An annual event since 2007, the Stolen Sisters Awareness Walk took place in Alert Bay on Monday, Feb. 16. The walk began at the ferry terminal and proceeded along Front Street to the front of St. Michael’s Residential School. Approximately 60 women, men and children carried placards and photos of missing women while drumming and singing. The walk is held to raise awareness of the disproportionate number of missing and murdered Métis, Inuit, Non-status, and First Nations women in Canada. According to a press release from the local event organizers, Tanis Dawson and Sharon Leas, “Indigenous women aged 25-44 are five times more likely than other Canadian women to die of violence.” This awareness walk is part of a larger effort to research and raise awareness by the Native Women’s Association of Canada (NWAC), who, in 2004 launched Sisters in Spirit whose mandate includes maintaining a database of missing and murdered aboriginal women and raising awareness of the problem.

An annual event since 2007, the Stolen Sisters Awareness Walk took place in Alert Bay on Monday, Feb. 16. The walk began at the ferry terminal and proceeded along Front Street to the front of St. Michael’s Residential School. Approximately 60 women, men and children carried placards and photos of missing women while drumming and singing. The walk is held to raise awareness of the disproportionate number of missing and murdered Métis, Inuit, Non-status, and First Nations women in Canada. According to a press release from the local event organizers, Tanis Dawson and Sharon Leas, “Indigenous women aged 25-44 are five times more likely than other Canadian women to die of violence.” This awareness walk is part of a larger effort to research and raise awareness by the Native Women’s Association of Canada (NWAC), who, in 2004 launched Sisters in Spirit whose mandate includes maintaining a database of missing and murdered aboriginal women and raising awareness of the problem.

Missing women remembered

An annual event since 2007, the Stolen Sisters Awareness Walk

An annual event since 2007, the Stolen Sisters Awareness Walk took place in Alert Bay on Monday, Feb. 16. The walk began at the ferry terminal and proceeded along Front Street to the front of St. Michael’s Residential School. Approximately 60 women, men and children carried placards and photos of missing women while drumming and singing.

The walk is held to raise awareness of the disproportionate number of missing and murdered Métis, Inuit, Non-status, and First Nations women in Canada. According to a press release from the local event organizers, Tanis Dawson and Sharon Leas, “Indigenous women aged 25-44 are five times more likely than other Canadian women to die of violence.” This awareness walk is part of a larger effort to research and raise awareness by the Native Women’s Association of Canada (NWAC), who, in 2004 launched Sisters in Spirit whose mandate includes maintaining a database of missing and murdered aboriginal women and raising awareness of the problem.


* [REQUIRED WORK]: A copy is needed of each line in the records that has the word "Quickly".

"""

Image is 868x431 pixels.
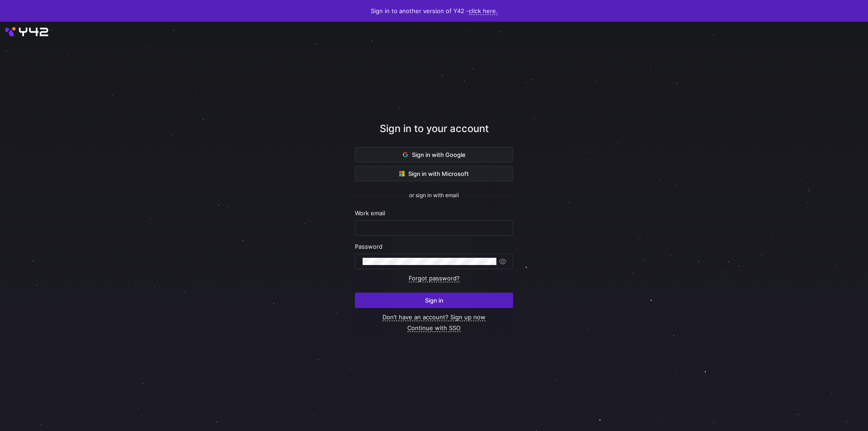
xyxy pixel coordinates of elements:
[355,292,513,308] button: Sign in
[355,147,513,162] button: Sign in with Google
[409,275,460,282] a: Forgot password?
[409,192,459,199] span: or sign in with email
[355,166,513,181] button: Sign in with Microsoft
[425,297,443,304] span: Sign in
[355,243,382,250] span: Password
[469,7,498,15] a: click here.
[355,209,385,216] span: Work email
[407,324,461,332] a: Continue with SSO
[355,121,513,147] div: Sign in to your account
[382,313,485,321] a: Don’t have an account? Sign up now
[399,170,469,177] span: Sign in with Microsoft
[403,151,466,158] span: Sign in with Google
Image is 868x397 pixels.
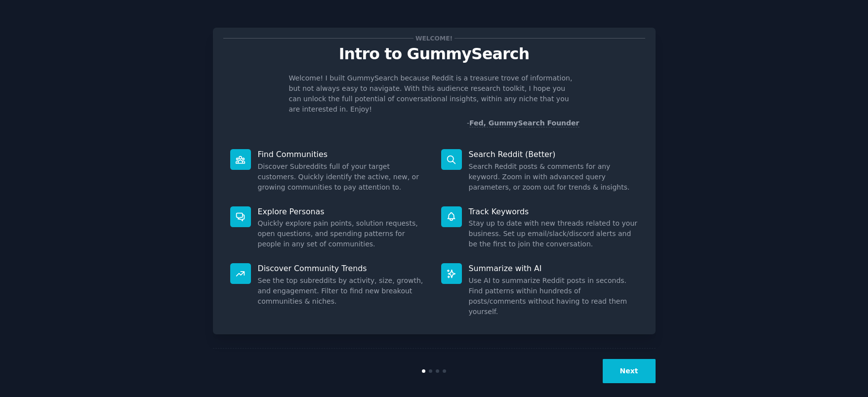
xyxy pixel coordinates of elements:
p: Explore Personas [258,206,428,216]
dd: Stay up to date with new threads related to your business. Set up email/slack/discord alerts and ... [469,218,638,249]
dd: See the top subreddits by activity, size, growth, and engagement. Filter to find new breakout com... [258,275,428,307]
button: Next [603,359,656,383]
p: Intro to GummySearch [223,45,646,62]
dd: Discover Subreddits full of your target customers. Quickly identify the active, new, or growing c... [258,161,428,193]
p: Welcome! I built GummySearch because Reddit is a treasure trove of information, but not always ea... [289,73,580,115]
dd: Quickly explore pain points, solution requests, open questions, and spending patterns for people ... [258,218,428,249]
p: Find Communities [258,149,428,159]
dd: Use AI to summarize Reddit posts in seconds. Find patterns within hundreds of posts/comments with... [469,275,638,317]
span: Welcome! [414,33,454,44]
p: Search Reddit (Better) [469,149,638,159]
dd: Search Reddit posts & comments for any keyword. Zoom in with advanced query parameters, or zoom o... [469,161,638,193]
div: - [467,118,580,128]
p: Discover Community Trends [258,263,428,274]
a: Fed, GummySearch Founder [469,119,580,128]
p: Summarize with AI [469,263,638,274]
p: Track Keywords [469,206,638,216]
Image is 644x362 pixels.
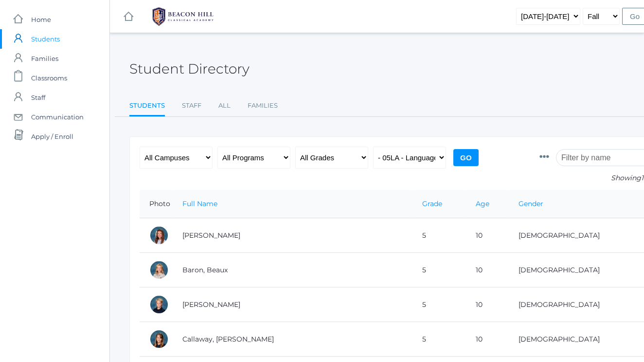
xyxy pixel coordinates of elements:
[466,218,509,253] td: 10
[129,62,250,77] h2: Student Directory
[173,253,412,287] td: Baron, Beaux
[31,126,74,146] span: Apply / Enroll
[140,190,173,218] th: Photo
[31,29,60,48] span: Students
[247,96,278,115] a: Families
[466,287,509,322] td: 10
[412,218,466,253] td: 5
[412,287,466,322] td: 5
[173,218,412,253] td: [PERSON_NAME]
[149,294,169,314] div: Elliot Burke
[149,225,169,245] div: Ella Arnold
[149,329,169,349] div: Kennedy Callaway
[173,322,412,356] td: Callaway, [PERSON_NAME]
[412,322,466,356] td: 5
[518,199,544,208] a: Gender
[31,107,84,126] span: Communication
[173,287,412,322] td: [PERSON_NAME]
[423,199,442,208] a: Grade
[31,10,51,29] span: Home
[466,253,509,287] td: 10
[146,4,219,29] img: 1_BHCALogos-05.png
[182,96,201,115] a: Staff
[453,149,478,166] input: Go
[476,199,489,208] a: Age
[183,199,218,208] a: Full Name
[412,253,466,287] td: 5
[129,96,165,117] a: Students
[31,48,59,68] span: Families
[466,322,509,356] td: 10
[31,68,67,88] span: Classrooms
[149,260,169,279] div: Beaux Baron
[218,96,230,115] a: All
[31,88,45,107] span: Staff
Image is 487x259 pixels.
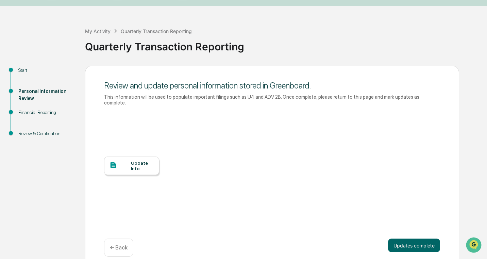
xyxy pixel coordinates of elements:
[56,86,84,93] span: Attestations
[131,160,154,171] div: Update Info
[18,88,74,102] div: Personal Information Review
[48,115,82,120] a: Powered byPylon
[23,52,112,59] div: Start new chat
[18,130,74,137] div: Review & Certification
[104,81,440,91] div: Review and update personal information stored in Greenboard.
[388,239,440,252] button: Updates complete
[104,94,440,105] div: This information will be used to populate important filings such as U4 and ADV 2B. Once complete,...
[121,28,192,34] div: Quarterly Transaction Reporting
[7,52,19,64] img: 1746055101610-c473b297-6a78-478c-a979-82029cc54cd1
[18,109,74,116] div: Financial Reporting
[466,237,484,255] iframe: Open customer support
[7,14,124,25] p: How can we help?
[7,86,12,92] div: 🖐️
[116,54,124,62] button: Start new chat
[85,28,111,34] div: My Activity
[4,96,46,108] a: 🔎Data Lookup
[18,67,74,74] div: Start
[23,59,86,64] div: We're available if you need us!
[14,86,44,93] span: Preclearance
[7,99,12,105] div: 🔎
[4,83,47,95] a: 🖐️Preclearance
[47,83,87,95] a: 🗄️Attestations
[85,35,484,53] div: Quarterly Transaction Reporting
[49,86,55,92] div: 🗄️
[14,99,43,105] span: Data Lookup
[68,115,82,120] span: Pylon
[110,244,128,251] p: ← Back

"""

* [WRITTEN RESPONSE]:
dd: Discover Subreddits full of your target customers. Quickly identify the active, new, or growing c... [258,161,428,193]
dd: Quickly explore pain points, solution requests, open questions, and spending patterns for people ... [258,218,428,249]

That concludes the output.